The framework has moved away from the traditional accumulations of single events to provide an impression of the way a team plays. STATS Playing Styles is a multivariate approach, therefore taking into consideration numerous events and factors that determine a team’s style of playing.
And here’s how the US looked across their seven wins in France, compared with their opponents. Bold numbers represent the number of possessions per game. The percentages represent how far below or above average for the tournament those numbers were. And the dotted-outline is the tournament average:
STATS define “maintenance” as “possessions in which a team looks to maintain and secure possession of the ball within the defensive area of the pitch”. “Build Up” is roughly defined as possessions between the midfield line and the penalty area. “Sustained Threat” is a possession that lasts more than six seconds in the attacking third. And “Fast Tempo” is a possession in the attacking half where a player releases the ball within two seconds and/or a player dribbles at a speed above 4 meters per second. The other phases are self-explanatory, I think, but these four have some overlap and a single possession can count as multiple phases.
So! On the whole, the US played at a fast pace and frequently won the ball back in attacking positions, compared to the field. They also racked up a bunch of attacking possession, while spending very little time on tame passing in their own half or direct passes up to the attackers. Outside of the heavy emphasis on crossing, that’s a really effective playing profile, especially when you combine it with a defense that allowed very little of anything outside of sterile possession and some long balls.
Of course, that profile includes a demolition of Thailand, an easy win over Chile, and a match against an under-staffed Sweden side. As the competition increased, the US’s style shifted. This is how it looked in the knockout rounds:
They still maintained average levels of attacking possession, but significantly cut back on crossing the ball in favor of more long balls and counter-attacks. The defense, meanwhile, still managed to face below-average levels of possession in their own half and their own final third. The new, less aggressive attacking approach surely played a part in keeping some of the best teams in the world at arm’s length. The US averaged 66 percent possession in the group stages, and that number dropped to 48 percent from the Round of 16 onward. Well, it worked! (Dotted line is the tournament average.)
As for the final against the Netherlands, it was sort of a hybrid of everything the US did in the previous six games. They possessed the ball in dangerous areas, and they counter-attacked as frequently as any team had all tournament.
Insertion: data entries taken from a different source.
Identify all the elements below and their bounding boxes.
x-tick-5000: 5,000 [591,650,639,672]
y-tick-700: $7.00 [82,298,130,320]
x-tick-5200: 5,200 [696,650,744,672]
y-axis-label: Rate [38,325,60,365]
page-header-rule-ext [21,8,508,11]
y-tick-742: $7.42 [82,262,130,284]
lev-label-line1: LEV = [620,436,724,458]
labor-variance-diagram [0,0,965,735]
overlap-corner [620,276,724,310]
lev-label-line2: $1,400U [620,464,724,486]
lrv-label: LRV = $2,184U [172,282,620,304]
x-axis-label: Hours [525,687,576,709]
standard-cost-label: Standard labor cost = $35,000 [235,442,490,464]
The US allowed very little dangerous possession, and for the moves that did make their way into the American half, you can clearly see how they countered it: with counter-attack after counter-attack. Otherwise, the Dutch were forced to keep attempting balls over the top -- a losing strategy against the most athletic side in the tournament.
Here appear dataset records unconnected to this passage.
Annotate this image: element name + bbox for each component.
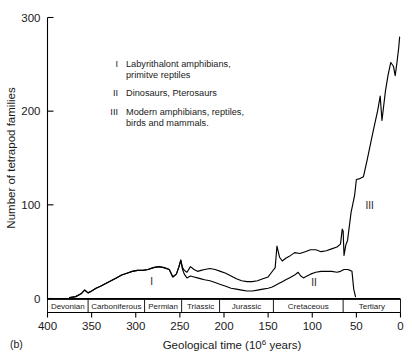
x-tick-label: 200 — [214, 320, 233, 332]
plot-annotation-II: II — [311, 277, 317, 288]
figure-panel-b: 0100200300Number of tetrapod familiesDev… — [0, 0, 412, 355]
period-label-jurassic: Jurassic — [232, 302, 261, 311]
x-tick-label: 150 — [259, 320, 278, 332]
period-label-devonian: Devonian — [51, 302, 85, 311]
x-tick-label: 350 — [82, 320, 101, 332]
period-label-triassic: Triassic — [187, 302, 214, 311]
legend-numeral-II: II — [113, 88, 118, 98]
legend-label-III-line1: Modern amphibians, reptiles, — [126, 107, 244, 117]
x-tick-label: 400 — [38, 320, 57, 332]
plot-annotation-III: III — [365, 200, 373, 211]
y-tick-label: 200 — [21, 105, 40, 117]
legend-label-I-line1: Labyrithalont amphibians, — [126, 59, 231, 69]
plot-annotation-I: I — [150, 276, 153, 287]
x-tick-label: 250 — [170, 320, 189, 332]
legend-numeral-I: I — [115, 59, 118, 69]
x-tick-label: 300 — [126, 320, 145, 332]
legend-label-I-line2: primitve reptiles — [126, 70, 191, 80]
x-tick-label: 100 — [303, 320, 322, 332]
y-axis-title: Number of tetrapod families — [5, 87, 17, 229]
panel-label: (b) — [10, 338, 23, 350]
tetrapod-families-chart: 0100200300Number of tetrapod familiesDev… — [0, 0, 412, 355]
y-tick-label: 100 — [21, 199, 40, 211]
x-axis-title: Geological time (106 years) — [163, 338, 302, 351]
legend-label-III-line2: birds and mammals. — [126, 118, 209, 128]
series-line-0 — [70, 37, 400, 297]
x-tick-label: 50 — [350, 320, 363, 332]
legend-numeral-III: III — [110, 107, 118, 117]
x-tick-label: 0 — [397, 320, 403, 332]
y-tick-label: 300 — [21, 12, 40, 24]
legend-label-II-line1: Dinosaurs, Pterosaurs — [126, 88, 217, 98]
y-tick-label: 0 — [34, 293, 40, 305]
period-label-carboniferous: Carboniferous — [91, 302, 141, 311]
period-label-tertiary: Tertiary — [359, 302, 385, 311]
period-label-cretaceous: Cretaceous — [288, 302, 329, 311]
period-label-permian: Permian — [148, 302, 178, 311]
This team won it all because of a generation of iconic players who never stopped talking shit and haven’t really ever stopped backing it up. The absurd meta-narratives that kept cropping up around them, to me, were more of a symptom of their dominance than anything else: first, people got mad that they scored too many goals, and then they got mad about tea, and then they got made that they wanted to get paid. But maybe their coach does deserve some credit, too. She’s won two World Cups in a row, she had a plan, and the plan came off. The team shape-shifted throughout the competition, but there is one aspect of their play that remained constant: they spent very little time in the “maintenance” phase, unconcerned with low-value passing in and around their own goal. Fittingly, in other words, they didn’t mess around. I know of at least one NBA GM who can appreciate that.